Policing the watchdogs: How UK police spied on their own critics
The UK Independent Police Complaints Commission (IPCC) reported that the Hackney Community Defence Association (HCDA), which sought to expose police corruption and violence, was secretly monitored for a decade.
According to The Guardian, undercover officers covertly observed members of a social organization investigating misconduct and corruption within the Metropolitan Police.
Previous confidential reports indicate that the Hackney Community Defence Association in East London, along with its main organizer, had been under surveillance by police spies for ten years.
The HCDA helped victims of police violence successfully take legal action against officers and hold them accountable. The organization also assisted in uncovering key evidence in a major alleged police corruption scandal.
The surveillance reports included personal information about Graham Smith, founder and director of the HCDA, such as details of his marriage and his father’s terminal cancer.
The investigation examined the behavior of undercover police officers who spied on thousands of people between 1968 and at least 2010, following revelations of misconduct.
According to reports, the undercover officers compiled 44 reports detailing HCDA activities and Smith’s work between 1988 and 1998. The first report was filed in August 1988, just one month after the HCDA was established.
Founded to combat police violence and racism, the organization operated as a self-help group, enabling victims to use legal claims as a means to achieve justice. Over time, the HCDA highlighted numerous cases that were regularly covered in the media.
In the 1990s, the HCDA also helped expose one of the worst alleged police corruption cases, in which officers at Stoke Newington police station were accused of planting drugs on individuals, drug dealing, theft, and other crimes.
UK police have acknowledged that instructing senior officers to direct undercover officers to spy on the HCDA was a mistake. The Commission stated that the group and similar organizations were engaged in legitimate activities, including efforts to hold the Metropolitan Police accountable for their behavior and decisions.
Smith testified that many of the surveillance reports were inaccurate. He emphasized that undercover police had wrongly attempted to portray the organization as being run by anarchists.
The HCDA founder and director also stated that undercover officers sought to deflect attention from the illegal collection, retention, and storage of information by labeling the organization’s accountability campaigns as politically extremist.
One undercover officer began a five-year deployment in Hackney in 1995. A strategic document specifying the groups he was sent to infiltrate explicitly referenced the HCDA.
The officer passed personal information about Smith to his superiors, stating that this was to update Smith’s secret file, which had been maintained by the Special Branch—a covert unit tracking political activists.
The Special Branch, which employed undercover officers, began maintaining confidential files within the HCDA itself to record its activities from 1988, the year of the organization’s founding.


• WHAT NEEDS TO BE DONE
If pictures appear in the lines below, skip them and copy exactly the lines from the one containing "Image is 336x161 pixels." through the one containing "Image is 483x217 pixels.", and nothing else.

== == ==

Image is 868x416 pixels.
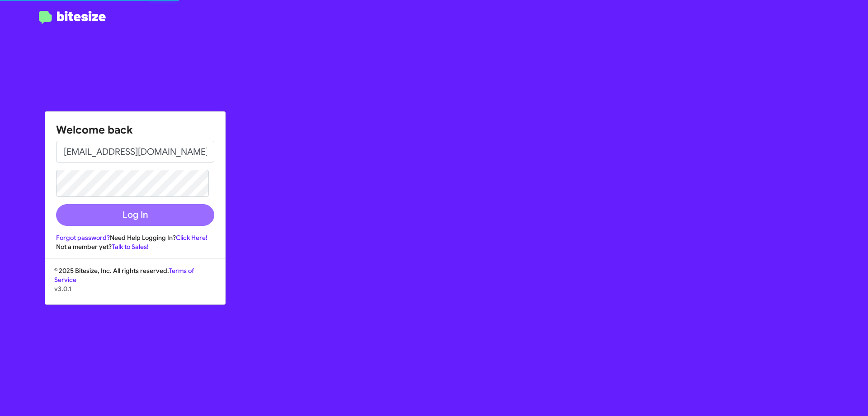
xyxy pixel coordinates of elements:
input: Email address [56,141,214,163]
a: Talk to Sales! [112,242,149,251]
a: Terms of Service [54,266,194,284]
div: Need Help Logging In? [56,233,214,242]
a: Forgot password? [56,233,110,242]
div: Not a member yet? [56,242,214,251]
div: © 2025 Bitesize, Inc. All rights reserved. [45,266,225,304]
a: Click Here! [176,233,208,242]
button: Log In [56,204,214,226]
h1: Welcome back [56,122,214,137]
p: v3.0.1 [54,284,216,294]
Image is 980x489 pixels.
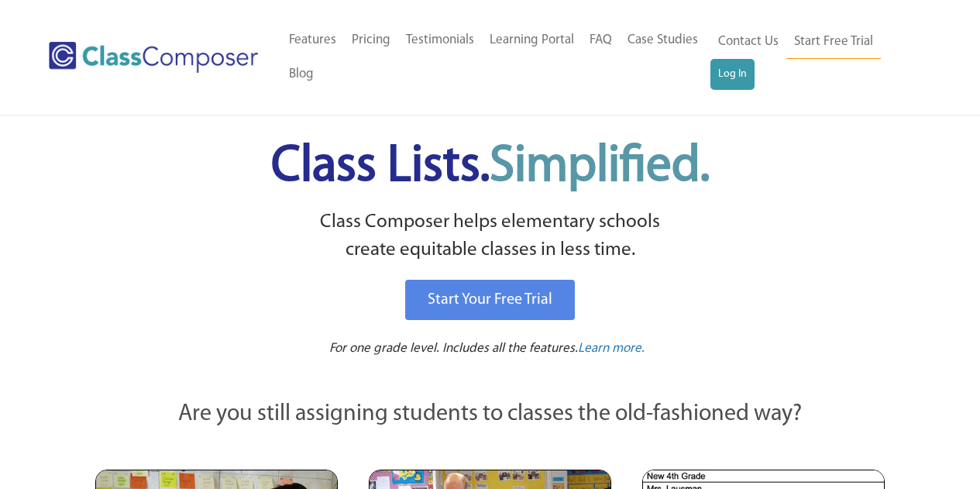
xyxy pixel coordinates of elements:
a: Pricing [344,23,398,57]
img: Class Composer [49,42,258,73]
span: Learn more. [578,342,645,355]
nav: Header Menu [281,23,710,91]
a: Testimonials [398,23,482,57]
a: Log In [710,59,755,90]
a: Learn more. [578,340,645,359]
a: Case Studies [620,23,706,57]
a: Contact Us [710,25,786,59]
a: FAQ [582,23,620,57]
p: Class Composer helps elementary schools create equitable classes in less time. [93,208,888,265]
a: Blog [281,57,322,91]
p: Are you still assigning students to classes the old-fashioned way? [96,398,885,432]
span: Class Lists. [271,142,710,192]
span: For one grade level. Includes all the features. [329,342,578,355]
a: Start Your Free Trial [405,280,575,320]
a: Learning Portal [482,23,582,57]
span: Start Your Free Trial [428,293,553,308]
a: Start Free Trial [786,25,881,60]
nav: Header Menu [710,25,919,90]
span: Simplified. [490,142,710,192]
a: Features [281,23,344,57]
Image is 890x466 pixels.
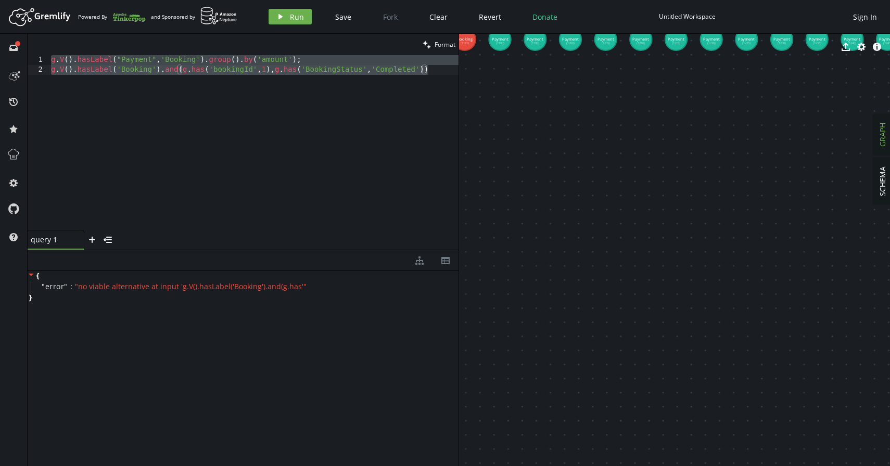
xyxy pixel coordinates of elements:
span: Run [290,12,304,22]
span: " [64,281,68,291]
div: 1 [28,55,49,65]
span: GRAPH [877,123,887,147]
span: Sign In [853,12,877,22]
button: Format [419,34,458,55]
img: AWS Neptune [200,7,237,25]
div: and Sponsored by [151,7,237,27]
div: Untitled Workspace [659,12,715,20]
button: Fork [375,9,406,24]
span: query 1 [31,235,72,245]
span: error [45,282,65,291]
button: Donate [524,9,565,24]
button: Run [268,9,312,24]
button: Revert [471,9,509,24]
span: " no viable alternative at input 'g.V().hasLabel('Booking').and(g.has' " [75,281,306,291]
button: Clear [421,9,455,24]
span: { [36,271,39,280]
span: Fork [383,12,397,22]
button: Sign In [847,9,882,24]
div: Powered By [78,8,146,26]
button: Save [327,9,359,24]
span: Donate [532,12,557,22]
span: SCHEMA [877,166,887,196]
span: Save [335,12,351,22]
span: : [70,282,72,291]
span: } [28,293,32,302]
span: Clear [429,12,447,22]
span: Format [434,40,455,49]
span: " [42,281,45,291]
div: 2 [28,65,49,75]
span: Revert [479,12,501,22]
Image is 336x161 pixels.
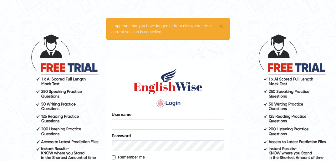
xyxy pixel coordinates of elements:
h4: Login [112,98,224,108]
img: Logo of English Wise sign in for intelligent practice with AI [132,67,204,95]
label: Remember me [112,154,145,160]
label: Password [112,133,131,139]
input: Remember me [112,155,116,159]
button: × [219,23,223,29]
label: Username [112,111,131,117]
div: It appears that you have logged in from elsewhere. Your current session is cancelled [106,18,230,40]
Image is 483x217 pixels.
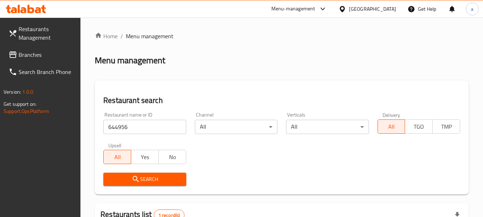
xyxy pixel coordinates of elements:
span: a [471,5,473,13]
h2: Menu management [95,55,165,66]
a: Restaurants Management [3,20,81,46]
button: Yes [131,150,159,164]
a: Support.OpsPlatform [4,107,49,116]
span: Get support on: [4,99,36,109]
input: Search for restaurant name or ID.. [103,120,186,134]
label: Upsell [108,143,122,148]
span: Branches [19,50,75,59]
span: TGO [408,122,430,132]
span: Restaurants Management [19,25,75,42]
span: Yes [134,152,156,162]
span: TMP [435,122,457,132]
span: No [162,152,183,162]
span: All [381,122,402,132]
button: TGO [405,119,433,134]
button: TMP [432,119,460,134]
span: Search Branch Phone [19,68,75,76]
button: All [103,150,131,164]
span: All [107,152,128,162]
li: / [120,32,123,40]
nav: breadcrumb [95,32,469,40]
a: Search Branch Phone [3,63,81,80]
label: Delivery [382,112,400,117]
div: [GEOGRAPHIC_DATA] [349,5,396,13]
button: Search [103,173,186,186]
a: Home [95,32,118,40]
span: Menu management [126,32,173,40]
h2: Restaurant search [103,95,460,106]
button: All [377,119,405,134]
a: Branches [3,46,81,63]
span: Version: [4,87,21,97]
span: 1.0.0 [22,87,33,97]
div: Menu-management [271,5,315,13]
span: Search [109,175,180,184]
div: All [286,120,369,134]
div: All [195,120,277,134]
button: No [158,150,186,164]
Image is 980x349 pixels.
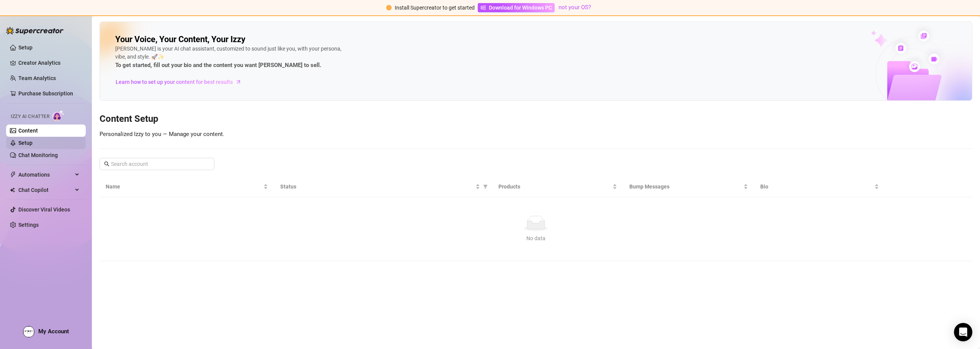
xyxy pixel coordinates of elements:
span: Chat Copilot [18,184,73,196]
span: Automations [18,168,73,181]
th: Bio [754,176,885,198]
span: filter [482,181,489,193]
span: search [104,161,109,167]
strong: To get started, fill out your bio and the content you want [PERSON_NAME] to sell. [115,61,321,69]
div: [PERSON_NAME] is your AI chat assistant, customized to sound just like you, with your persona, vi... [115,45,345,70]
span: arrow-right [234,78,242,86]
img: ai-chatter-content-library-cLFOSyPT.png [853,22,972,100]
span: Install Supercreator to get started [394,4,475,11]
span: Bio [760,182,872,191]
a: Discover Viral Videos [18,206,70,213]
a: Setup [18,140,33,145]
input: Search account [111,160,203,168]
th: Bump Messages [623,176,754,198]
img: logo-BBDzfeDw.svg [6,27,64,34]
span: Izzy AI Chatter [11,113,50,120]
span: My Account [39,328,69,335]
img: ACg8ocIimuukQZLiW_oVZV0PFlL8JhO0utYOTXUHL9mOweMYfOwEv4Q=s96-c [24,326,34,337]
a: Chat Monitoring [18,152,58,158]
img: Chat Copilot [10,188,15,193]
span: Bump Messages [630,182,741,191]
a: Setup [18,45,33,50]
div: Open Intercom Messenger [954,323,972,341]
span: Status [280,182,474,191]
a: Settings [18,222,39,228]
a: Content [18,128,38,134]
span: thunderbolt [10,172,16,177]
span: Personalized Izzy to you — Manage your content. [99,130,224,137]
span: filter [483,184,487,188]
a: Learn how to set up your content for best results [115,76,247,88]
h3: Content Setup [99,113,972,125]
span: Name [106,182,261,191]
span: Products [498,182,611,191]
span: windows [480,5,486,10]
span: Download for Windows PC [489,3,552,12]
a: Team Analytics [18,75,55,82]
th: Products [493,176,623,198]
a: Purchase Subscription [18,90,73,97]
img: AI Chatter [52,110,65,121]
th: Status [274,176,493,198]
a: Creator Analytics [18,56,80,69]
h2: Your Voice, Your Content, Your Izzy [115,34,245,45]
a: Download for Windows PC [477,3,555,13]
span: exclamation-circle [386,5,392,10]
div: No data [108,234,963,242]
span: Learn how to set up your content for best results [116,77,233,86]
a: not your OS? [558,4,591,11]
th: Name [99,176,274,198]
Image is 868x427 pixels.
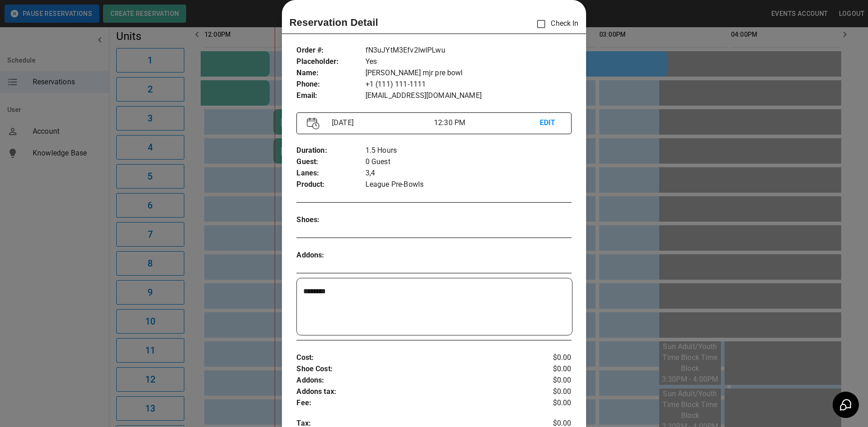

== == ==

• FINAL ANSWER
Image is 336x161 pixels.
xyxy pixel coordinates of elements:
h4: Login [112,98,224,108]
img: Logo of English Wise sign in for intelligent practice with AI [132,67,204,95]
label: Remember me [112,154,145,160]
label: Password [112,133,131,139]
input: Remember me [112,155,116,159]
button: × [219,23,223,29]
label: Username [112,111,131,117]
div: It appears that you have logged in from elsewhere. Your current session is cancelled [106,18,230,40]
Image is 483x217 pixels.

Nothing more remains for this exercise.